By Heidi Elyce Cooper
HD single-channel video, sound, 2019, 4 minutes 23 seconds
Exploration of the dysfunction of language and falsehoods of representation in both history and media reflecting on Iranian and American narratives. — HEC
Heidi Elyce Cooper was born in Alexandria, Virginia in 1989. She has been an active filmmaker since 2012 with a focus on experimental shorts and documentary. Cooper lives and works in Portland, OR.
“Belief and Crossroads”
By Yeonu Ju
South Korea HD single-channel video, sound, 2019, 14 minutes 25 seconds
A crowd of people gathered to see something. Their eyes are busy confirming their beliefs. Belief and Crossroads is a combination of two works from A Crowd trilogy. A Crowd focuses on what we see. Each work of A Crowd trilogy features different types of crowd images and smoke images. Belief has concert crowds, football audience, and spectators at the monumental sites, etc.
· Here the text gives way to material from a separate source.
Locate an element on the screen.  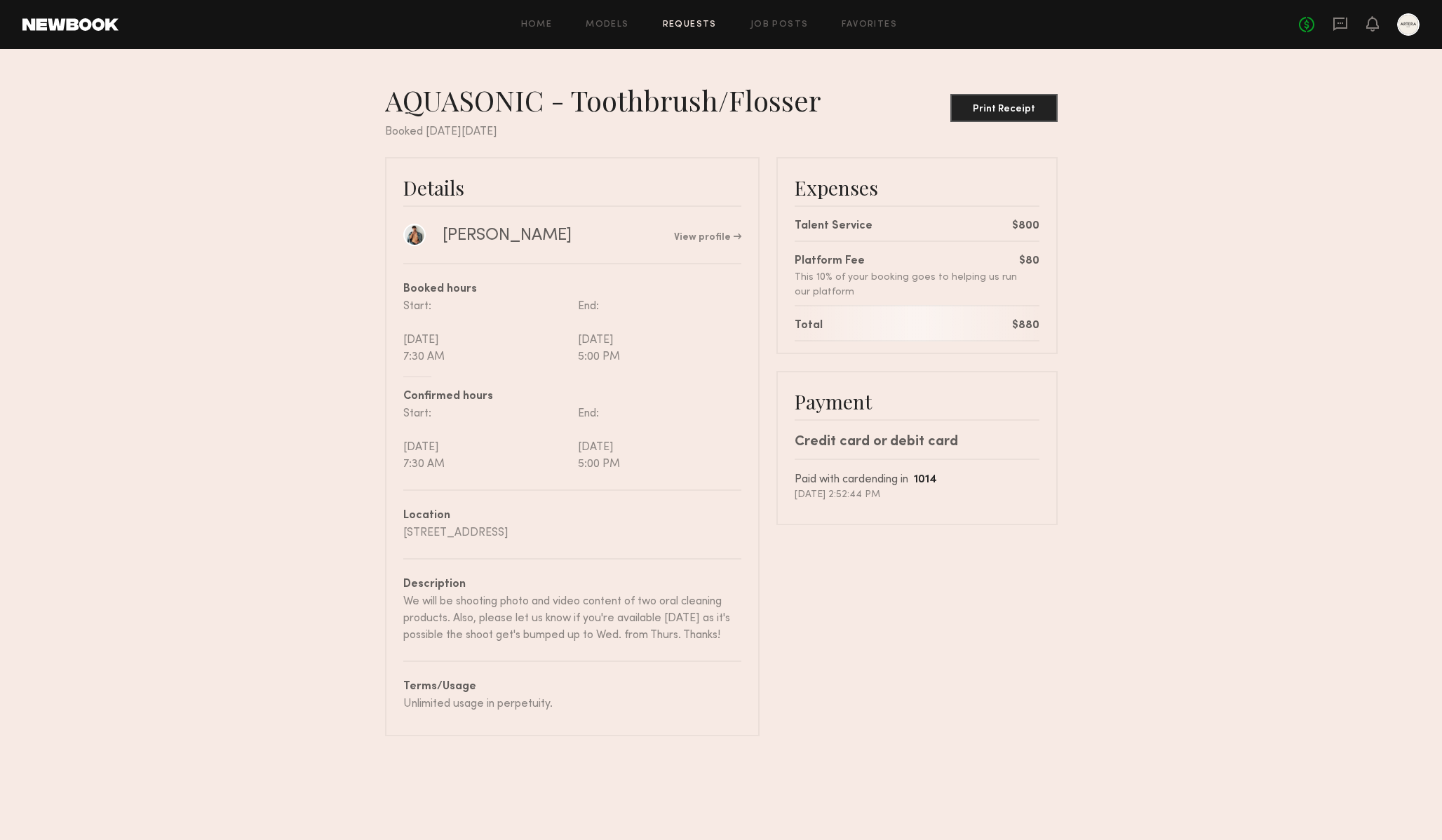
a: View profile is located at coordinates (708, 238).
And Crossroads captures the numberless crowded streets of cities. This film uses a film scanner, but it is not a film. It is the assembly of images scanned frame-by-frame. — YJ
Yeonu Ju experiments and practices with camera-less filmmaking. She uses archival footage to explore the appropriation of images. She interested in the relationship between technology and human beings, especially filmmaking in the context of digital technology. Her works have been shown at museums, galleries, and festivals worldwide. She lives and works in Seoul.
“Traces”
By Carleen Maur
16mm film to video, silent, 2019, 4 minutes 7 seconds
16mm and hand processed film retracing movements between electric bills to coastal walks ending in almost more clarity than before. — CM
Carleen Maur is an experimental filmmaker in Columbia, South Carolina. Her films, videos and installations examine the intersection between gender, sexuality and camouflage.
“House Pieces”
By Christine Lucy Latimer
HD single-channel video, silent, 2019, 2 minutes 30 seconds
Years ago, my Mother sold her home. Hundreds of high dynamic range digital photos were taken to provide to the real estate agent for the online sale listing. The images were left on an SD card that was strangely stored and subject to environmental degradation. Disassembling each damaged, barely there high dynamic range photo into its light and dark component parts, I build a VHS cascade of house pieces (never quite reconstituting what was). — CLL
Christine Lucy Latimer is an interdisciplinary artist working with lens-based and time-based forms. Her work in the past decade has been featured across 5 continents in over 300 film festivals and gallery exhibitions. She currently lives and works in Toronto, Canada.
“Debris”
By Giuseppe Boccassini
Single-channel video, 2017, 11 minutes
Debris is a travelogue of a shipwreck which tries, through decomposed memories, to grab onto new flesh. — GB
Giuseppe Boccassini is an Italian filmmaker mainly working in Germany and Italy. He graduated in film theory at the University of Bologna and in film direction at The New University of Cinema and Television located in Cinecittà, Rome. His work has been shown at several international film festivals and exhibitions, including FIDMarseille, Edinburgh International Film Festival, Torino Film Festival, Jihlava IDFF, Trentino History Museum, Pesaro Film Festival,among others His entire film production is distributed by Light Cone. By transforming and manipulating various sources of archival material, his work reflects upon the notion of the haptic proximity of contemporary media. He is in charge of the programme at Fracto, an Experimental Film Encounter at ACUD macht neu, Berlin.